Well, after a month of a great 12 hour gig we were supposed to get a week off. Lisa ran off to Idaho to complete some housekeeping and get her Piffy fix. I returned to Port A for some fishing and get caught up on some maintenance. The week turned out to be four days of hard work for both of us and then we were called back. I left at three thirty this morning, drove the 110 miles here and worked until five when Lisa managed to get back here. Took a nap and now for the graveyard. Thankfully it is slow for now and will probably pick up tomorrow. The unpredictability of this work is a frustration. Often we have no idea how long the gig will last. One day it is just over.
In this instance we are positioned midway in the worksite. Other guards are positioned at the front gate and the workers funnel through them and then through us. Of course we are both keeping meticulous records. Generally our part serving no real purpose. The real reason we are here.
This gate has to be closed at all times because I am told this area has been stocked with Trophy size Bucks. The same source continued to tell me that Hunters pay as high as $5000 for the opportunity to hunt these Deer and an additional (from several thousand to as high as twenty thousand) if they are lucky enough to bag one of these Bucks. Certainly folks of my ilk will never hunt here. I've seen the advertisements and I didn't think it was that high, though the information came with a warning of consequences should any escape. The area is surrounded by a ten foot fence. This to me is a pretty strange concept having grown up in Idaho and having participated in many hunts on Public land where my total cash expense was gas, grub and a License. All right, and a tag. I'll admit it, though I have not yet been successful, I have experienced the thrill of having some pretty big Bucks in my sights. Call it Buck Fever that I never returned with meat. Oh well, think of all those dead pheasants. But one can't but help comparing to medieval times when all the game in the kingdom belonged to the King for sport while the peasants starved. Idaho by more than half is public lands. By contrast, Texas has only three percent. Yet in Idaho, there is a movement by the local elected pols demanding the US turn all public lands over to the State. Despite the idiocy of the concept for instance who is to pay for the services of maintenance and fighting wildfires. Of course those arguments never had any validity because the self serving politicos have no intention of performing or solving any of those functions, only to auction off the public's lands to the highest bidder and to somehow wrangle a share of the profit for themselves and their cronies. I suspect the parties involved have no intention of staying around afterwards to deal with the mess. Think Superfund. And while Idaho, like Texas have huge populations slaving in minimum wage jobs, those same politicos rest easy in their gerrymandered voting districts. Happily pursuing their own agenda's. God forbid that they might represent their constituents. Sad. Things that I once thought were "entitlements" like fresh air and water I am learning is a vanishing concept.

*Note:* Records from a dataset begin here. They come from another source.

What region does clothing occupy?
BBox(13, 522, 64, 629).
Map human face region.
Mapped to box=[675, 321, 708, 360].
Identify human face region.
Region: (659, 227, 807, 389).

Speaking of the contrasts between Idaho and Texas, future planners are trying to conceptualize what will happen to all of the unemployed oil workers in years to come. Though estimates of Texas Oil being available for decades. The planners describe the work force as transient, consisting of "man camps" and bringing no worthwhile upgrades to areas they settle in. No schools, infrastructure etc. I thought it humorous after talking with one twenty year old making nearly one hundred thou annual. If Idaho had these problems.

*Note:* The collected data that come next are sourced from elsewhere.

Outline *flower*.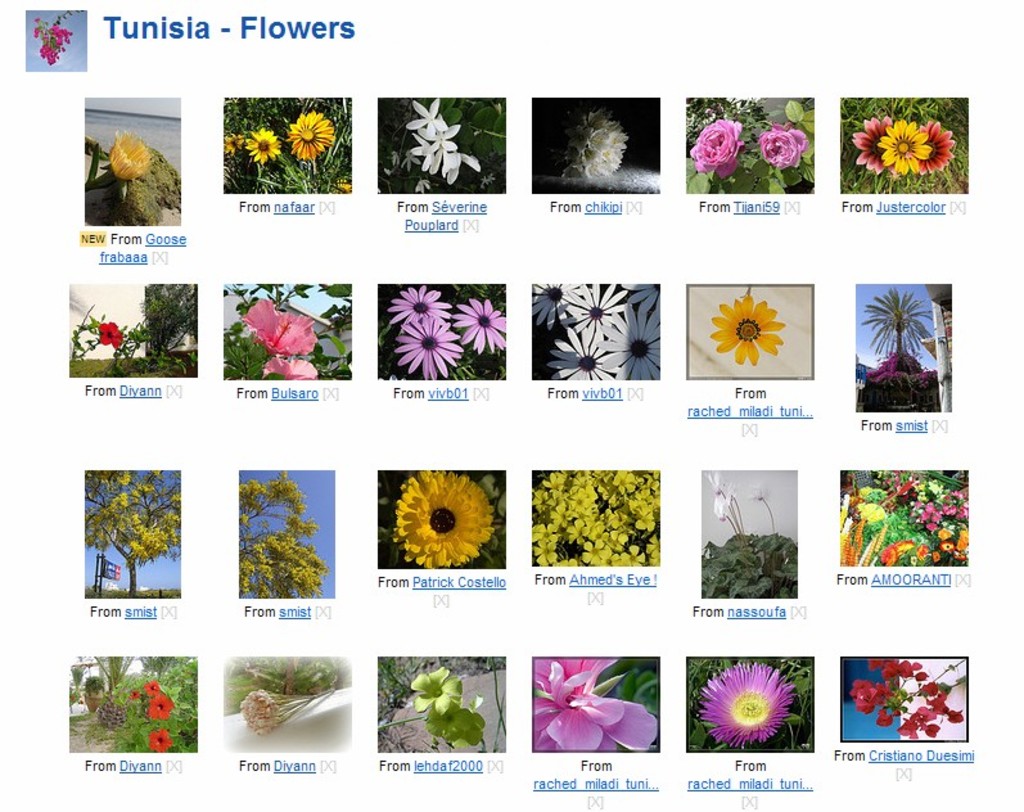
Outline: 222/131/239/150.
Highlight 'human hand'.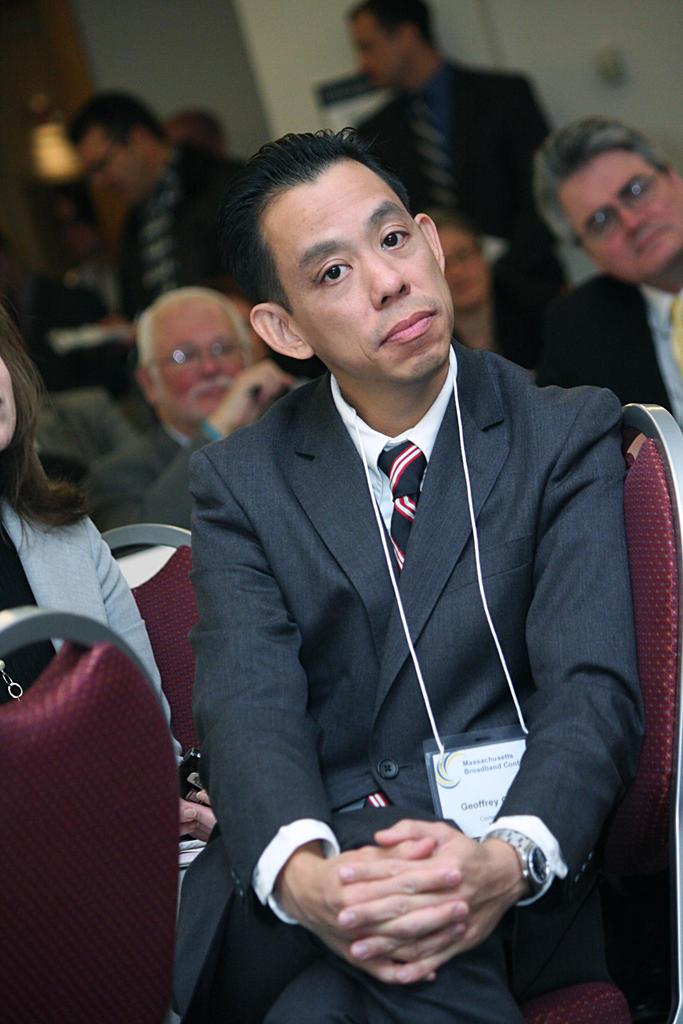
Highlighted region: x1=335, y1=816, x2=511, y2=989.
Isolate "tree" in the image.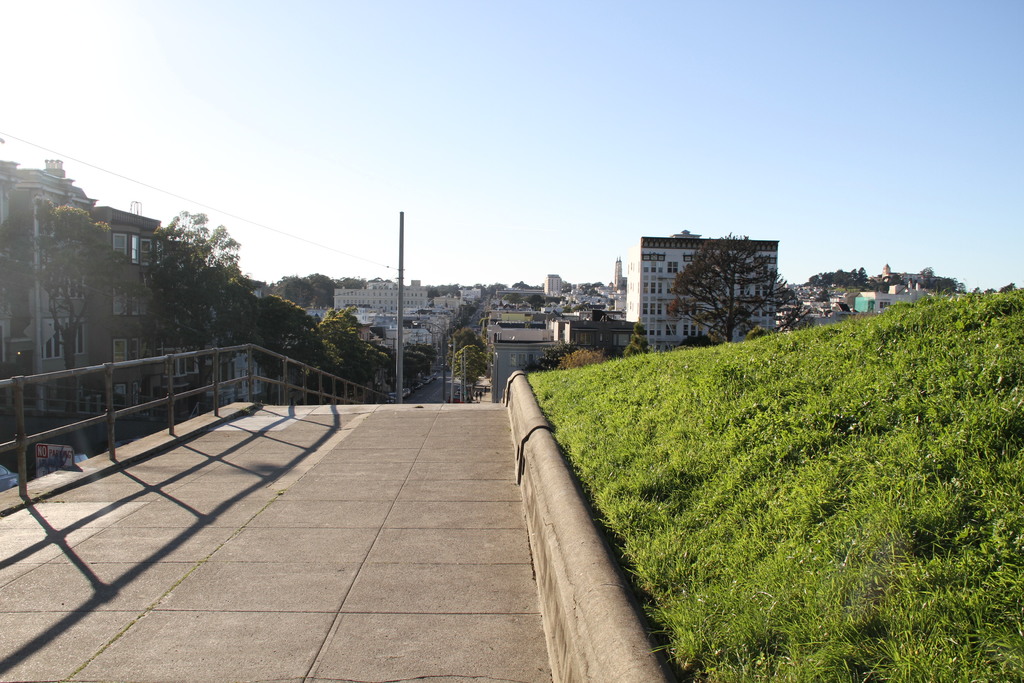
Isolated region: <region>998, 281, 1017, 290</region>.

Lastly, one of nature's physical laws, like Newton law of gravity was driven home to me the other day by a large black spider. These same types of spiders exist in Idaho, only about one tenth the size. You know, the kind that leaps into thin air to bag a fly and swing back on a thin strand of web. I was half hearted swatting one off the hood of the Bronco and being amused how it kept swinging back. Durn thing eventually ducked under the bumper while I sat there chuckling. Lucky bugger. Here is where the natural law kicks in. Driving to the next job location pulling a three ton trailer, difficult enough at sixty miles an hour in the short wheel based Bronco, twice as hard upon glancing down and seeing the inch and a half spider gently lower himself on ones bare leg while a semi truck is passing causing everything to go helter skelter anyway. Suffice to say I survived. Why did I not see it coming when this same scenario occurs over and over each and every time each year of my fifty nine years. Call it the power of denial I guess.